Definable order types without infinity axiom.

To move this off the unanswered queue (actually user 喻良 already posted the correct answer but it was deleted as a link-only answer; also, it only addressed the first question):

The answer is indeed $\omega_1^{CK}$, the least noncomputable ordinal. To see this it's convenient to switch from $V_\omega$ to $\mathbb{N}$; they are bi-interpretable (via e.g. the Ackermann interpretation), so we can basically always switch from one to the other.

By definition, $\omega_1^{CK}$ is the smallest ordinal with no computable copy - that is, the least ordinal $\alpha$ such that there is no computable relation $R$ on $\omega$ such that $R$ defines a well-ordering of $\omega$ of type $\alpha$. Since computable = $\Delta^0_1$, every ordinal with a computable copy in fact has a definable copy. So your ordinal is $\ge\omega_1^{CK}$. But in fact $\omega_1^{CK}$ is gigantic: it is also the smallest ordinal with no hyperarithmetical copy. This is a theorem due to Spector - see Corollary $5.6$ of chapter $1$ of Sacks' book. Since $\mathbb{N}$-definable = arithmetical $\subsetneq$ hyperarithmetical, this shows that your ordinal is $\le\omega_1^{CK}$.

What about bringing classes into the picture? Well, by implementing the $L$-construction in the setting of second-order arithmetic (see the last section of Simpson's reverse math book) this gets us all the reals in $L_\alpha$ for $\alpha$ the smallest "gap ordinal," that is, the smallest $\alpha$ such that $L_{\alpha+1}\cap\mathbb{R}=L_\alpha\cap\mathbb{R}$. This ordinal is absolutely gigantic, certainly vastly bigger than $\omega_1^{CK}$. So yes, things increase at that point.

That's such a big jump that it feels a bit rude. A gentler hike up the countable ordinals goes through looking at the smallest ordinal with no copy definable over $L_\alpha$ for appropriate $\alpha$. This is always at most the next admissibile above $\alpha$, and can be strictly smaller - indeed it usually is, in the sense that this inequality is strict on a club. This is proved similarly to here. One important issue to keep in mind is that, contra the $\omega$-setting, "definable over definable $\not=$ definable" for ordinals over general admissible sets. The robustness of $\omega_1^{CK}$ is rather special.


Incidentally, there's a good "atlas" of countable ordinals here.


◆ **TASK TO CARRY OUT**
The whole listing below should be retyped exactly, without any images.

[[ DATA EXTRACTS, beginning ]]

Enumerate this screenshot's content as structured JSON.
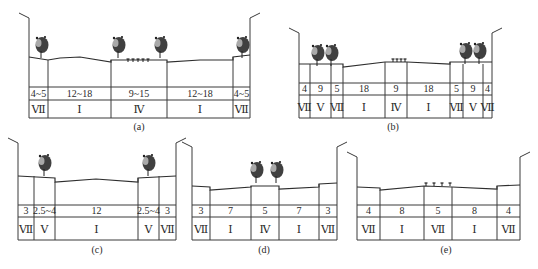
{
  "colors": {
    "line": "#3a3a3a",
    "tree": "#1e1e1e",
    "text": "#2a2a2a",
    "background": "#ffffff"
  },
  "diagrams": [
    {
      "id": "a",
      "caption": "(a)",
      "caption_xy": [
        139,
        130
      ],
      "top": 57,
      "row1": 87,
      "row2": 100,
      "bottom": 118,
      "pole_top": 18,
      "columns": [
        29,
        48,
        111,
        167,
        233,
        250
      ],
      "widths": [
        "4~5",
        "12~18",
        "9~15",
        "12~18",
        "4~5"
      ],
      "classes": [
        "Ⅶ",
        "Ⅰ",
        "Ⅳ",
        "Ⅰ",
        "Ⅶ"
      ],
      "ground": [
        [
          29,
          57
        ],
        [
          48,
          60
        ],
        [
          60,
          58
        ],
        [
          80,
          57
        ],
        [
          111,
          62
        ],
        [
          111,
          60
        ],
        [
          167,
          60
        ],
        [
          167,
          62
        ],
        [
          200,
          60
        ],
        [
          233,
          60
        ],
        [
          233,
          57
        ],
        [
          250,
          55
        ]
      ],
      "trees": [
        [
          41,
          47
        ],
        [
          118,
          47
        ],
        [
          160,
          47
        ],
        [
          242,
          47
        ]
      ],
      "lamps": [
        [
          128,
          61
        ],
        [
          133,
          61
        ],
        [
          138,
          61
        ],
        [
          143,
          61
        ],
        [
          148,
          61
        ]
      ]
    },
    {
      "id": "b",
      "caption": "(b)",
      "caption_xy": [
        393,
        130
      ],
      "top": 64,
      "row1": 83,
      "row2": 95,
      "bottom": 118,
      "pole_top": 33,
      "columns": [
        299,
        310,
        331,
        343,
        385,
        407,
        450,
        463,
        483,
        492
      ],
      "widths": [
        "4",
        "9",
        "5",
        "18",
        "9",
        "18",
        "5",
        "9",
        "4"
      ],
      "classes": [
        "Ⅶ",
        "Ⅴ",
        "Ⅶ",
        "Ⅰ",
        "Ⅳ",
        "Ⅰ",
        "Ⅶ",
        "Ⅴ",
        "Ⅶ"
      ],
      "ground": [
        [
          299,
          64
        ],
        [
          343,
          64
        ],
        [
          343,
          67
        ],
        [
          385,
          62
        ],
        [
          407,
          62
        ],
        [
          450,
          64
        ],
        [
          450,
          62
        ],
        [
          492,
          62
        ]
      ],
      "trees": [
        [
          317,
          55
        ],
        [
          331,
          55
        ],
        [
          465,
          53
        ],
        [
          479,
          53
        ]
      ],
      "lamps": [
        [
          393,
          61
        ],
        [
          397,
          61
        ],
        [
          401,
          61
        ],
        [
          405,
          61
        ]
      ]
    },
    {
      "id": "c",
      "caption": "(c)",
      "caption_xy": [
        97,
        253
      ],
      "top": 176,
      "row1": 205,
      "row2": 217,
      "bottom": 240,
      "pole_top": 143,
      "columns": [
        18,
        34,
        55,
        138,
        159,
        176
      ],
      "widths": [
        "3",
        "2.5~4",
        "12",
        "2.5~4",
        "3"
      ],
      "classes": [
        "Ⅶ",
        "Ⅴ",
        "Ⅰ",
        "Ⅴ",
        "Ⅶ"
      ],
      "ground": [
        [
          18,
          176
        ],
        [
          55,
          178
        ],
        [
          55,
          182
        ],
        [
          96,
          179
        ],
        [
          138,
          182
        ],
        [
          138,
          178
        ],
        [
          176,
          176
        ]
      ],
      "trees": [
        [
          44,
          165
        ],
        [
          148,
          165
        ]
      ],
      "lamps": []
    },
    {
      "id": "d",
      "caption": "(d)",
      "caption_xy": [
        264,
        253
      ],
      "top": 186,
      "row1": 205,
      "row2": 217,
      "bottom": 240,
      "pole_top": 147,
      "columns": [
        192,
        210,
        251,
        279,
        319,
        337
      ],
      "widths": [
        "3",
        "7",
        "5",
        "7",
        "3"
      ],
      "classes": [
        "Ⅶ",
        "Ⅰ",
        "Ⅳ",
        "Ⅰ",
        "Ⅶ"
      ],
      "ground": [
        [
          192,
          186
        ],
        [
          210,
          187
        ],
        [
          210,
          190
        ],
        [
          251,
          187
        ],
        [
          251,
          186
        ],
        [
          279,
          186
        ],
        [
          279,
          189
        ],
        [
          319,
          187
        ],
        [
          319,
          184
        ],
        [
          337,
          183
        ]
      ],
      "trees": [
        [
          256,
          172
        ],
        [
          276,
          172
        ]
      ],
      "lamps": []
    },
    {
      "id": "e",
      "caption": "(e)",
      "caption_xy": [
        446,
        253
      ],
      "top": 187,
      "row1": 205,
      "row2": 217,
      "bottom": 240,
      "pole_top": 157,
      "columns": [
        357,
        380,
        424,
        452,
        497,
        520
      ],
      "widths": [
        "4",
        "8",
        "5",
        "8",
        "4"
      ],
      "classes": [
        "Ⅶ",
        "Ⅰ",
        "Ⅶ",
        "Ⅰ",
        "Ⅶ"
      ],
      "ground": [
        [
          357,
          187
        ],
        [
          380,
          188
        ],
        [
          380,
          190
        ],
        [
          424,
          186
        ],
        [
          452,
          187
        ],
        [
          497,
          189
        ],
        [
          497,
          186
        ],
        [
          520,
          185
        ]
      ],
      "trees": [],
      "lamps": [
        [
          426,
          185
        ],
        [
          434,
          185
        ],
        [
          442,
          185
        ],
        [
          450,
          185
        ]
      ]
    }
  ]
}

[[ DATA EXTRACTS, end ]]

◆ **YOUR SOLUTION**
Enumerate this screenshot's content as structured JSON.
{
  "colors": {
    "line": "#3a3a3a",
    "tree": "#1e1e1e",
    "text": "#2a2a2a",
    "background": "#ffffff"
  },
  "diagrams": [
    {
      "id": "a",
      "caption": "(a)",
      "caption_xy": [
        139,
        130
      ],
      "top": 57,
      "row1": 87,
      "row2": 100,
      "bottom": 118,
      "pole_top": 18,
      "columns": [
        29,
        48,
        111,
        167,
        233,
        250
      ],
      "widths": [
        "4~5",
        "12~18",
        "9~15",
        "12~18",
        "4~5"
      ],
      "classes": [
        "Ⅶ",
        "Ⅰ",
        "Ⅳ",
        "Ⅰ",
        "Ⅶ"
      ],
      "ground": [
        [
          29,
          57
        ],
        [
          48,
          60
        ],
        [
          60,
          58
        ],
        [
          80,
          57
        ],
        [
          111,
          62
        ],
        [
          111,
          60
        ],
        [
          167,
          60
        ],
        [
          167,
          62
        ],
        [
          200,
          60
        ],
        [
          233,
          60
        ],
        [
          233,
          57
        ],
        [
          250,
          55
        ]
      ],
      "trees": [
        [
          41,
          47
        ],
        [
          118,
          47
        ],
        [
          160,
          47
        ],
        [
          242,
          47
        ]
      ],
      "lamps": [
        [
          128,
          61
        ],
        [
          133,
          61
        ],
        [
          138,
          61
        ],
        [
          143,
          61
        ],
        [
          148,
          61
        ]
      ]
    },
    {
      "id": "b",
      "caption": "(b)",
      "caption_xy": [
        393,
        130
      ],
      "top": 64,
      "row1": 83,
      "row2": 95,
      "bottom": 118,
      "pole_top": 33,
      "columns": [
        299,
        310,
        331,
        343,
        385,
        407,
        450,
        463,
        483,
        492
      ],
      "widths": [
        "4",
        "9",
        "5",
        "18",
        "9",
        "18",
        "5",
        "9",
        "4"
      ],
      "classes": [
        "Ⅶ",
        "Ⅴ",
        "Ⅶ",
        "Ⅰ",
        "Ⅳ",
        "Ⅰ",
        "Ⅶ",
        "Ⅴ",
        "Ⅶ"
      ],
      "ground": [
        [
          299,
          64
        ],
        [
          343,
          64
        ],
        [
          343,
          67
        ],
        [
          385,
          62
        ],
        [
          407,
          62
        ],
        [
          450,
          64
        ],
        [
          450,
          62
        ],
        [
          492,
          62
        ]
      ],
      "trees": [
        [
          317,
          55
        ],
        [
          331,
          55
        ],
        [
          465,
          53
        ],
        [
          479,
          53
        ]
      ],
      "lamps": [
        [
          393,
          61
        ],
        [
          397,
          61
        ],
        [
          401,
          61
        ],
        [
          405,
          61
        ]
      ]
    },
    {
      "id": "c",
      "caption": "(c)",
      "caption_xy": [
        97,
        253
      ],
      "top": 176,
      "row1": 205,
      "row2": 217,
      "bottom": 240,
      "pole_top": 143,
      "columns": [
        18,
        34,
        55,
        138,
        159,
        176
      ],
      "widths": [
        "3",
        "2.5~4",
        "12",
        "2.5~4",
        "3"
      ],
      "classes": [
        "Ⅶ",
        "Ⅴ",
        "Ⅰ",
        "Ⅴ",
        "Ⅶ"
      ],
      "ground": [
        [
          18,
          176
        ],
        [
          55,
          178
        ],
        [
          55,
          182
        ],
        [
          96,
          179
        ],
        [
          138,
          182
        ],
        [
          138,
          178
        ],
        [
          176,
          176
        ]
      ],
      "trees": [
        [
          44,
          165
        ],
        [
          148,
          165
        ]
      ],
      "lamps": []
    },
    {
      "id": "d",
      "caption": "(d)",
      "caption_xy": [
        264,
        253
      ],
      "top": 186,
      "row1": 205,
      "row2": 217,
      "bottom": 240,
      "pole_top": 147,
      "columns": [
        192,
        210,
        251,
        279,
        319,
        337
      ],
      "widths": [
        "3",
        "7",
        "5",
        "7",
        "3"
      ],
      "classes": [
        "Ⅶ",
        "Ⅰ",
        "Ⅳ",
        "Ⅰ",
        "Ⅶ"
      ],
      "ground": [
        [
          192,
          186
        ],
        [
          210,
          187
        ],
        [
          210,
          190
        ],
        [
          251,
          187
        ],
        [
          251,
          186
        ],
        [
          279,
          186
        ],
        [
          279,
          189
        ],
        [
          319,
          187
        ],
        [
          319,
          184
        ],
        [
          337,
          183
        ]
      ],
      "trees": [
        [
          256,
          172
        ],
        [
          276,
          172
        ]
      ],
      "lamps": []
    },
    {
      "id": "e",
      "caption": "(e)",
      "caption_xy": [
        446,
        253
      ],
      "top": 187,
      "row1": 205,
      "row2": 217,
      "bottom": 240,
      "pole_top": 157,
      "columns": [
        357,
        380,
        424,
        452,
        497,
        520
      ],
      "widths": [
        "4",
        "8",
        "5",
        "8",
        "4"
      ],
      "classes": [
        "Ⅶ",
        "Ⅰ",
        "Ⅶ",
        "Ⅰ",
        "Ⅶ"
      ],
      "ground": [
        [
          357,
          187
        ],
        [
          380,
          188
        ],
        [
          380,
          190
        ],
        [
          424,
          186
        ],
        [
          452,
          187
        ],
        [
          497,
          189
        ],
        [
          497,
          186
        ],
        [
          520,
          185
        ]
      ],
      "trees": [],
      "lamps": [
        [
          426,
          185
        ],
        [
          434,
          185
        ],
        [
          442,
          185
        ],
        [
          450,
          185
        ]
      ]
    }
  ]
}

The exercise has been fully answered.